The Missing Half: UN Warns of Urgent Need for More Women’s Representation in Media

The Missing Half: UN Warns of Urgent Need for More Women’s Representation in Media

By African View Reporter | September 5, 2025

Women make up half of the world’s population and yet their voices and stories account for just 26% of media coverage worldwide. That stark reality was revealed in the latest Global Media Monitoring Project (GMMP) report, the world’s largest study on gender representation in news, released this week with UN backing.

“When women are missing, democracy is incomplete,” said Kirsi Madi, Assistant Secretary-General of the UN and Deputy Executive Director of UN Women.

The study shows that while women continue to lead grassroots organizations, champion education, and drive resilience across communities in Africa, Asia, and beyond, their contributions are often overlooked or misrepresented.

The report states that too often, media narratives frame women only as victims, erasing their leadership and ignoring their role as problem-solvers in peace, development, and social progress.

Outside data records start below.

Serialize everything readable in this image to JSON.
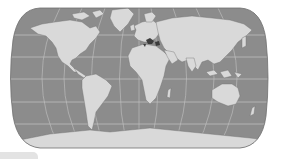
{
  "map": {
    "title": "World map",
    "projection": "Robinson-style pseudocylindrical",
    "style": "grayscale",
    "colors": {
      "ocean": "#8c8c8c",
      "land": "#d9d9d9",
      "border_outline": "#6e6e6e",
      "graticule": "#c4c4c4",
      "highlight_region": "#3c3c3c",
      "background": "#ffffff"
    },
    "graticule": {
      "parallels_y": [
        35,
        57,
        79,
        102,
        124
      ],
      "meridian_count": 12
    },
    "highlighted_region": "Eastern Mediterranean / Balkans",
    "continents": [
      "North America",
      "South America",
      "Europe",
      "Africa",
      "Asia",
      "Australia",
      "Antarctica",
      "Greenland"
    ]
  },
  "footer_tab": {
    "label": ""
  }
}
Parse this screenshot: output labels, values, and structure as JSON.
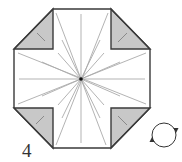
{
  "step": {
    "number": "4"
  },
  "colors": {
    "outline": "#3a3a3a",
    "flap_fill": "#c8c8c8",
    "crease": "#aaaaaa",
    "paper": "#ffffff",
    "center_dot": "#111111",
    "arrow": "#333333"
  },
  "icons": {
    "turn_over": "turn-over-icon"
  },
  "diagram": {
    "shape": "octagon",
    "flaps": [
      "top-left",
      "top-right",
      "bottom-left",
      "bottom-right"
    ],
    "crease_count": 16
  }
}
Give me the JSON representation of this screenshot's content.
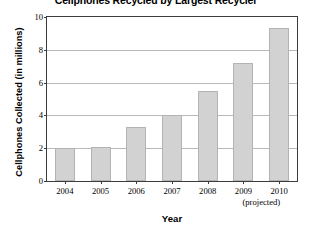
{
  "chart_data": {
    "type": "bar",
    "title": "Cellphones Recycled by Largest Recycler",
    "xlabel": "Year",
    "ylabel": "Cellphones Collected (in millions)",
    "categories": [
      "2004",
      "2005",
      "2006",
      "2007",
      "2008",
      "2009",
      "2010"
    ],
    "values": [
      2.0,
      2.1,
      3.3,
      4.0,
      5.5,
      7.2,
      9.3
    ],
    "ylim": [
      0,
      10
    ],
    "yticks": [
      0,
      2,
      4,
      6,
      8,
      10
    ],
    "ytick_labels": [
      "0",
      "2",
      "4",
      "6",
      "8",
      "10"
    ],
    "grid": true,
    "grid_axis": "y",
    "legend": false,
    "bar_color": "#d2d2d2",
    "bar_edge_color": "#b3b3b3",
    "frame_color": "#3c3c3c",
    "gridline_color": "#b9b9b9",
    "annotations": [
      {
        "text": "(projected)",
        "applies_to": [
          "2009",
          "2010"
        ],
        "position": "below-xtick-labels"
      }
    ]
  },
  "axes": {
    "y_title": "Cellphones Collected (in millions)",
    "x_title": "Year"
  },
  "notes": {
    "projected": "(projected)"
  }
}
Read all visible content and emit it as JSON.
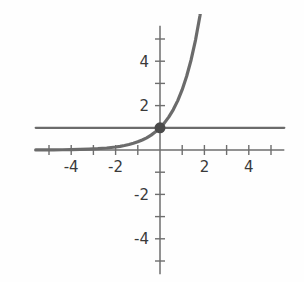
{
  "chart_data": {
    "type": "line",
    "title": "",
    "subtitle": "",
    "xlabel": "",
    "ylabel": "",
    "xlim": [
      -5.6,
      5.6
    ],
    "ylim": [
      -5.6,
      5.6
    ],
    "grid": false,
    "legend": null,
    "legend_position": "none",
    "background_color": "#fefefe",
    "axis_color": "#6e6e6e",
    "curve_color": "#6b6b6b",
    "asymptote_color": "#6b6b6b",
    "point_color": "#4a4a4a",
    "x_ticks": [
      -5,
      -4,
      -3,
      -2,
      -1,
      1,
      2,
      3,
      4,
      5
    ],
    "y_ticks": [
      -5,
      -4,
      -3,
      -2,
      -1,
      1,
      2,
      3,
      4,
      5
    ],
    "x_tick_labels": [
      {
        "value": -4,
        "text": "-4"
      },
      {
        "value": -2,
        "text": "-2"
      },
      {
        "value": 2,
        "text": "2"
      },
      {
        "value": 4,
        "text": "4"
      }
    ],
    "y_tick_labels": [
      {
        "value": 4,
        "text": "4"
      },
      {
        "value": 2,
        "text": "2"
      },
      {
        "value": -2,
        "text": "-2"
      },
      {
        "value": -4,
        "text": "-4"
      }
    ],
    "series": [
      {
        "name": "exponential-curve",
        "type": "line",
        "color": "#6b6b6b",
        "line_width": 3.2,
        "x": [
          -5.6,
          -5.2,
          -4.8,
          -4.4,
          -4.0,
          -3.6,
          -3.2,
          -2.8,
          -2.4,
          -2.0,
          -1.8,
          -1.6,
          -1.4,
          -1.2,
          -1.0,
          -0.8,
          -0.6,
          -0.4,
          -0.2,
          0.0,
          0.2,
          0.4,
          0.6,
          0.8,
          1.0,
          1.2,
          1.4,
          1.6,
          1.8,
          2.0
        ],
        "y": [
          0.0037,
          0.0055,
          0.0082,
          0.0123,
          0.0183,
          0.0273,
          0.0408,
          0.0608,
          0.0907,
          0.1353,
          0.1653,
          0.2019,
          0.2466,
          0.3012,
          0.3679,
          0.4493,
          0.5488,
          0.6703,
          0.8187,
          1.0,
          1.2214,
          1.4918,
          1.8221,
          2.2255,
          2.7183,
          3.3201,
          4.0552,
          4.953,
          6.0496,
          7.3891
        ]
      },
      {
        "name": "horizontal-asymptote-line",
        "type": "line",
        "color": "#6b6b6b",
        "line_width": 2.2,
        "x": [
          -5.6,
          5.6
        ],
        "y": [
          1.0,
          1.0
        ]
      }
    ],
    "points": [
      {
        "name": "y-intercept",
        "x": 0,
        "y": 1,
        "color": "#4a4a4a",
        "radius": 5.5
      }
    ],
    "annotations": []
  }
}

The report expressed its concern on the near absence of gender-based violence (GBV) in mainstream coverage. The report stressed that: -

🔴 Fewer than 2 in 100 stories globally highlight the abuse endured by millions of women.
🔴 Stories that do make headlines often rely on victim-blaming stereotypes, portraying GBV as isolated incidents instead of a systemic issue.

This not only distorts reality but also influences public perception, leaving policymakers and societies without a full picture of the crisis.

Representation is even more limited for women from minority groups: racial, ethnic, or religious. Only 6% of people featured in news coverage globally come from such groups, and of them, just 38% are women.

In practice, this means the chance of a woman in the news being from a minority community is less than 1 in 10.

Despite the slow pace of change, there are rays of hope. Digital media is helping close the gap:

  • Female online reporters rose from 25% in 2015 to 42% in 2020.
  • Campaigns like HeForShe are challenging stereotypes and amplifying women’s voices.

But as UN Women stressed, little to no progress has been made in three decades of tracking representation. With the UN’s 80th General Assembly on the horizon, the urgency to place gender parity at the center of media and policy conversations is more pressing than ever.

Why It Matters for Africa

For Africa, home to some of the most dynamic women leaders, entrepreneurs, journalists, and activists, the report is a wake-up call. Ensuring women’s stories are told fairly and fully is not only a question of justice but also a foundation for a stronger democracy, deeper economic growth, and lasting peace.

Because when women are silenced, half the story is missing.